To eliminate the need for any cooling in summer, motorised external venetian blinds are being installed on the large glass wall on the north elevation and all windows on the west elevation. The house is in a very high wind zone so a small sensor will trigger the blinds to retract back into the blind box at the top of the windows in windy conditions.

Because passive houses are highly insulated, they are already more resilient to overheating.

"The premium certification was expected to be more aspirational than achievable, hence ... there are only 15 buildings worldwide built to this standard,'' Mr Holmes says.

"But as it turns out, it is a relatively easy goal to achieve with the purchase of a couple more solar PV panels, a heat pump - normally used in a small bedroom to provide the little heating needed in the depths of winter - and the shower waste-water heat recovery drains, which were a sensible purchase anyway.''

Unlike other countries, building regulations and new builds here have remained largely unchanged for many years, he says.

As a result, many New Zealand houses have moisture condensing in the walls and are mouldy. Glass wool insulation sags, creating gaps and making it more costly to heat properties. And window frames made from aluminium, "the world's second best conductor'', turn every room into a fridge.

"People are living in houses that are damp and expensive to run. They're not comfortable and they're not healthy.

"The other thing that motivates me is the fact it's so costly to build houses here and bank loans are so expensive ...''

The centre of the house has a floating metal staircase.
The centre of the house has a floating metal staircase.

Mr Holmes says the SIP panels, which provide high levels of insulation and which locked together with an Allen key, were made at the NZ SIP factory in Cromwell. The timber-framed windows and doors were built by Thermadura in Mosgiel, using German materials, and the oak frame - possibly the first used in New Zealand - was pre-assembled by Timberworks in Nelson.

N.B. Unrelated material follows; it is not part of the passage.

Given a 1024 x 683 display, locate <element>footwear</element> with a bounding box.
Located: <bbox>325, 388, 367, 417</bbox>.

However, where local products were too expensive, he and his wife looked to import them. The membrane and tapes were Swiss, the solar panels from China, the hot water system and external blinds from Germany and the kitchen from Ikea in the UK.

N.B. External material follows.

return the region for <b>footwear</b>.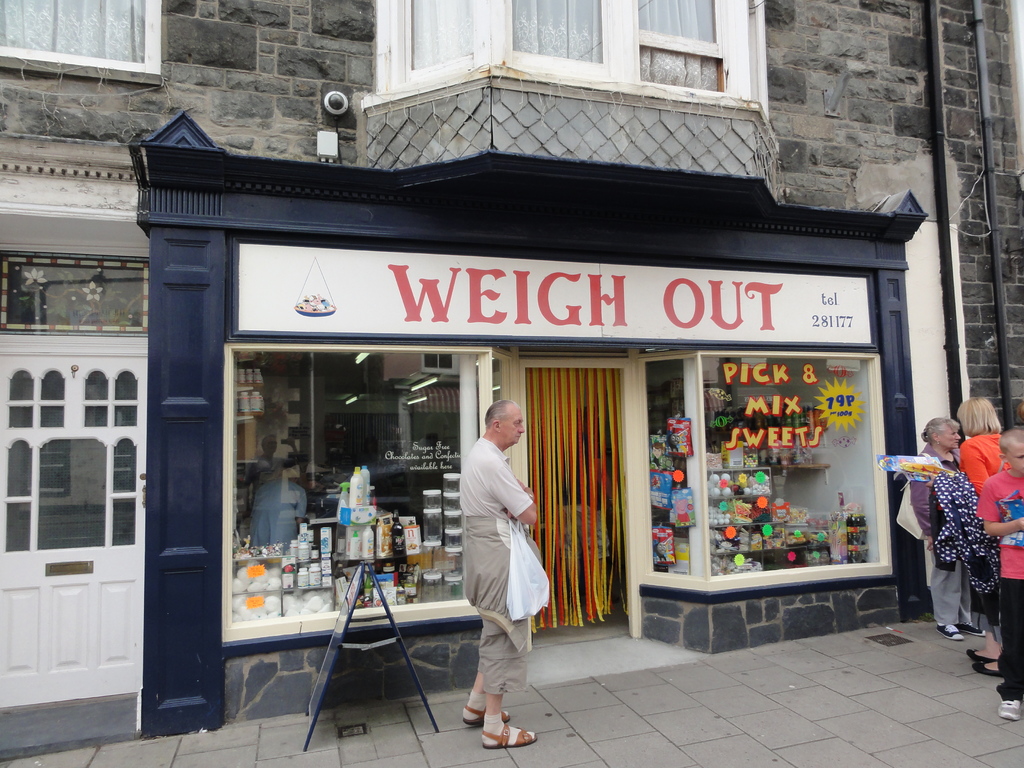
locate(938, 621, 966, 637).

The imported oak cost no more than using New Zealand macrocarpa and buying 7.6 tonnes of cladding from Germany was "only slightly harder than buying a book on Amazon''.

New Zealand Passive House Institute chairman Elrond Burrell says New Zealand's first certified passive house was built in Auckland in 2012. There are now 22 in the country and 36 more projects in design or construction.

"It looks like small numbers, compared to what's being built, but it's rising exponentially.''

The biggest driver is people's desire to live in homes that are warm, dry and have clean fresh air year round, Mr Burrell says.

The barriers include the cost of some components, a lack of public awareness and the rigorous design and certification process, which is beyond what most architects and builders are used to.

"With a passive house certified building, there is very careful energy modelling and a quality assurance process so the claims about energy efficiency do stack up and can be trusted ...''

Back in Hawea Flat, construction is nearing completion and funds, running low. But Mr Holmes, a former IT manager who has been working on site for the past nine months, says it has been "a blast'' learning from architect Rafe Maclean and builder Sean Anderson.

He and his wife hope to be living in their new home by late next month but not everyone is moving.

"We have an Alaskan malamute but he won't come inside because anything over 13 degrees is too hot for him. So he'll continue to live outside,'' Mr Holmes says, laughing. "We're building a comfortable house for humans and a more uncomfortable house for malamutes.''

A key feature of the project is a 4.7m-high triple-glazed curtain wall in the middle of the...
A key feature of the project is a 4.7m-high triple-glazed curtain wall in the middle of the building.

See it 

The Holmes residence at 524 Camp Hill Rd, Hawea Flat (about 16km from Wanaka) is open from 10am to 1pm on June 29.

Cost: Free. No booking required. 

The project is still a building site so sturdy footwear is needed.

See more about passive homes at passivehouse.nz.